Where you changed clothes and put your clothes in there
and so forth.
But when those tables or those drawers start coming out of that
cabinet, you know you think boy is he going to get around this
curve before we go on the ground you know and they come out like
that and you're hanging on you know it gets you get,
well are we going to make it?
(Mr. Moody). And one thing about it,
it makes coffee drinkers out of you.
One guy on the crew had a little steam pot up on the side
of the car back by the restroom and the guys carried
a tin coffee bucket.
And one guy made the coffee, put it in that steam thing,
covered it with a mail sack till it got done and everybody had
to chip in to help him pay for the coffee.
And a time or two, somebody complained about it,
he'd threaten to just go over to the door and pour it all out.
So there was a lot of good times on it.
(Mr. Mitchell). [unclear audio] we used to pull
off on the side on a passenger train and let
the freight train go by.
We seemed to always pull down there by a watermelon patch,
I don't know what.
We did get watermelon.
(Mr. Hight). When I worked on
the City of New Orleans train one, first pouch I caught
was a Peotone, which is north of Kankakee.
The last one I caught that night was just north of Memphis,
so that's a few towns in between.
I'd like to say I caught them all but I am afraid I didn't.
(Mr. Kesterson). You mean you didn't
get reprimanded?
I got reprimanded when I knocked one down.
Then the clerk in charge tried it and he knocked it down
and nothing more was said about it.
(Mr. Hight). I didn't say that.
(Mr. Glasco). Chicago was the coldest place
I have ever been in my life in winter time.
Twelfth Street Station was a tunnel like and you get off
the train and that air coming down, that wind it just,
you didn't quit carrying a jacket until July.
July the 4th, we thought that we could quit carrying a jacket
for a couple months.
(Mr. Liszewski). That was the good thing
about working on the Chicago Memphis.
You could leave Chicago snow be on the ground, get to Memphis
the flowers was blooming.
(Mr. Glasco). That was very true.
(Mr. Liszewski). I mean the whole different kind
of country going though.
(Mr. Waldman). We had one time
the guys dumped the pouch and there was a snake in it.
It had came from another train line so they think somebody
was messing with somebody but that got a little excitement.
(Mr. Hight). I guess one
of my scariest moments is working from Carbondale
to Chicago and the train from Birmingham came into Carbondale
and they had the police out surrounding things.

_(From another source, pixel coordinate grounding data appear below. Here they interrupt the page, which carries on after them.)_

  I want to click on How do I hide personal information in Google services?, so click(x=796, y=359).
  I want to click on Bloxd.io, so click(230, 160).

And they were transferring a very high value registered mail
to our car and I had the misfortune of being
the register clerk.
He said, when you get to Chicago, they will meet you
at the train and escort you to the post office.
Well, we got to Chicago there wasn't anyone there except
the guy who was going to take the mail off the train.

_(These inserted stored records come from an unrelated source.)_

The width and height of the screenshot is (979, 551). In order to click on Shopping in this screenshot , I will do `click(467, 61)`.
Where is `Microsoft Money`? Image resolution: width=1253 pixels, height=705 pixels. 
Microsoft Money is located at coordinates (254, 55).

So I got in the mail truck and took this to the
Chicago Post Office and I told him I said, I thought I was
suppose to get an escort from the station to the depot
or I mean the post office.
Oh he says, we trust you, and in Carbondale I was surrounded
by police but in Chicago, you're on your own.
(Mr. W. Waldman). I was making a trip
from Chicago to St. Louis one time as a sub.

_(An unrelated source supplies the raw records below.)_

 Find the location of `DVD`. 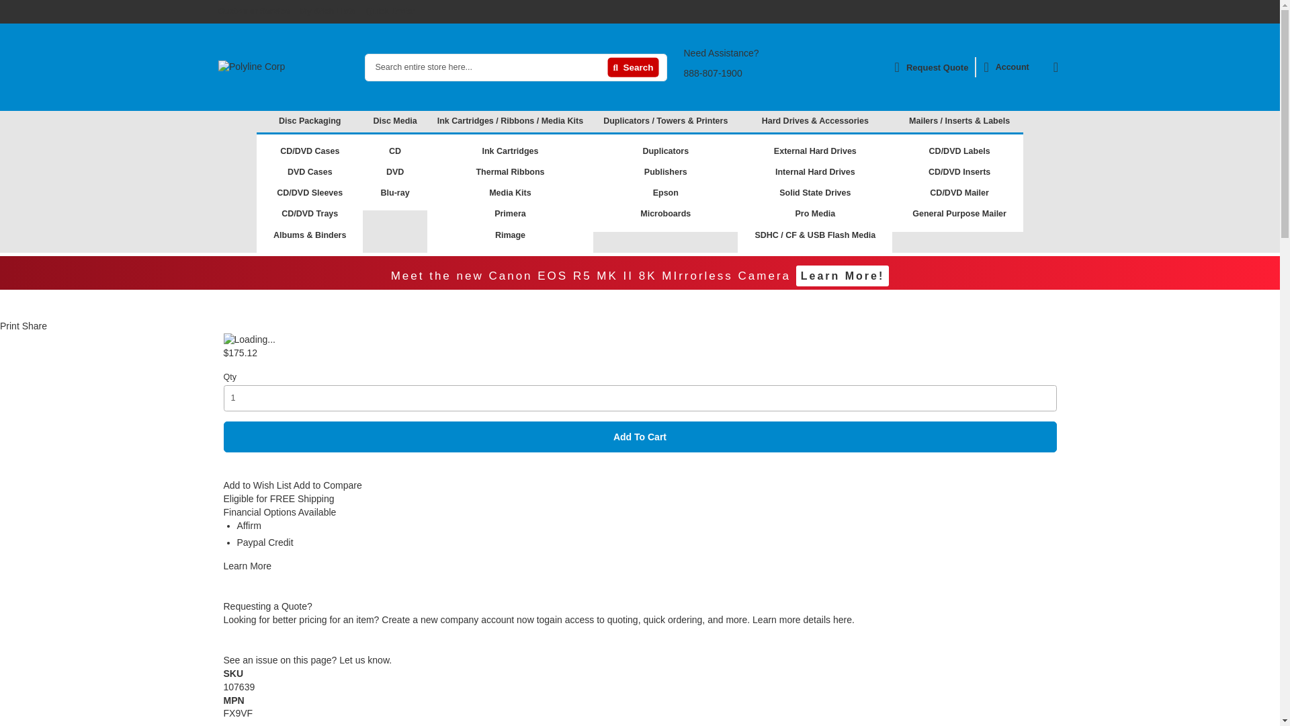

DVD is located at coordinates (395, 172).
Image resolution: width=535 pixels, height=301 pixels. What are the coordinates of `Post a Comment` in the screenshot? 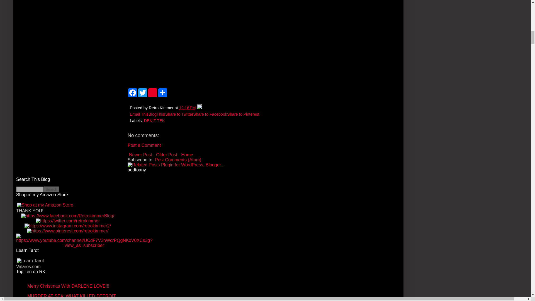 It's located at (144, 145).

We were going along, usually they put the mail car right
behind the engines but on this for some reason it was
on the back.
We were going through the country you know it's starting
to slow down and everybody well what's going on?
We went and looked and here we were out in the middle
of nowhere.
We came unhooked and the train went on.
We were sitting out there in the middle of nowhere you know.
They were at the next town before they every realized we
weren't even on there so they had to come back and pick us up.
We worked we had work to do so it wasn't nothing bad it just
kind of strange to be sitting out there in the middle
of nowhere hoping another train didn't come along and if they
did they saw us you know.
(Mr. Liszewski). To me it wasn't real hard work
but you got tired cause you worked quite a few hours.
But boy when you seen them big city buildings there in Chicago,
you felt a lot better.
♪ [music playing--"This Old Train" by Jeremy Taylor] ♪♪.